He went back to the cottage in a sombre mood. Then, as Otto proved to be in the same condition, Falloden had to shake off his own depression as quickly as possible, and spend the evening in amusing and distracting the invalid.


But Fortune, which had no doubt enjoyed the nips she had inflicted on so tempting a victim, was as determined as before to take her own capricious way.

By this time it was the last week of term, and a sharp frost had set in over the Thames Valley. The floods were out north and south of the city, and a bright winter sun shone all day over the glistening ice-plains, and the throng of skaters.

At the beginning of the frost came the news of Otto’s success in his musical examination; and at a Convocation, held shortly after it, he put on his gown as Bachelor of Music. The Convocation House was crowded to see him admitted to his degree; and the impression produced, as he made his way through the throng towards the Vice-Chancellor, by the frail, boyish figure, the startling red-gold hair, the black sling, and the haunting eyes, was long remembered in Oxford. Then Sorell claimed him, and hurried him up to London for doctors and consultations since the effort of the examination had left him much exhausted.

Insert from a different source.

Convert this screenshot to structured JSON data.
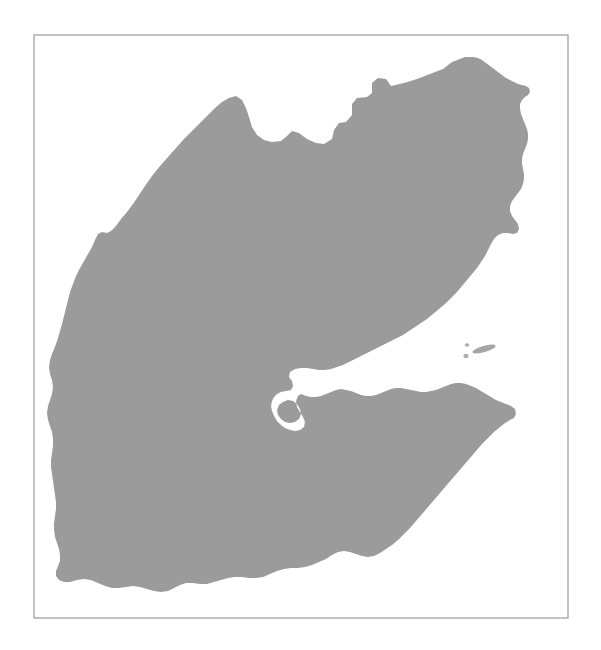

Meanwhile the frost held, and all Oxford went skating. Constance performed indifferently, and both Nora and Uncle Ewen were bent upon improving her. But there were plenty of cavaliers to attend her, whenever she appeared, either on Port Meadow or the Magdalen flood water; and her sound youth delighted physically in the exercise, in the play of the brisk air about her face, and the alternations of the bright winter day—from the pale blue of its morning skies, hung behind the snow-sprinkled towers and spires of Oxford, down to the red of sunset, and the rise of those twilight mists which drew the fair city gently back into the bosom of the moonlit dark.

But all the time the passionate sense in her watched and waited. The “mere living” was good—“yet was there better than it!”

And on the second afternoon, out of the distance of Magdalen meadow, a man came flying towards her as it seemed on the wings of the wind. Falloden drew up beside her, hovering on his skates, a splendid vision in the dusk, ease and power in every look and movement.

“Let me take you a run with the wind,” he said, holding out his hand. “You shan’t come to any harm.”

Her eyes and her happy flush betrayed her. She put her hand in his, and away they flew, up the course of the Cherwell, through the flooded meadows. It seemed the very motion of gods; the world fell away. Then, coming back, they saw Magdalen Tower, all silver and ebony under the rising moon, and the noble arch of the bridge. The world was all transmuted. Connie’s only hold on the kind, common earth seemed to lie in this strong hand to which she clung; and yet in that touch, that hold, lay the magic that was making life anew.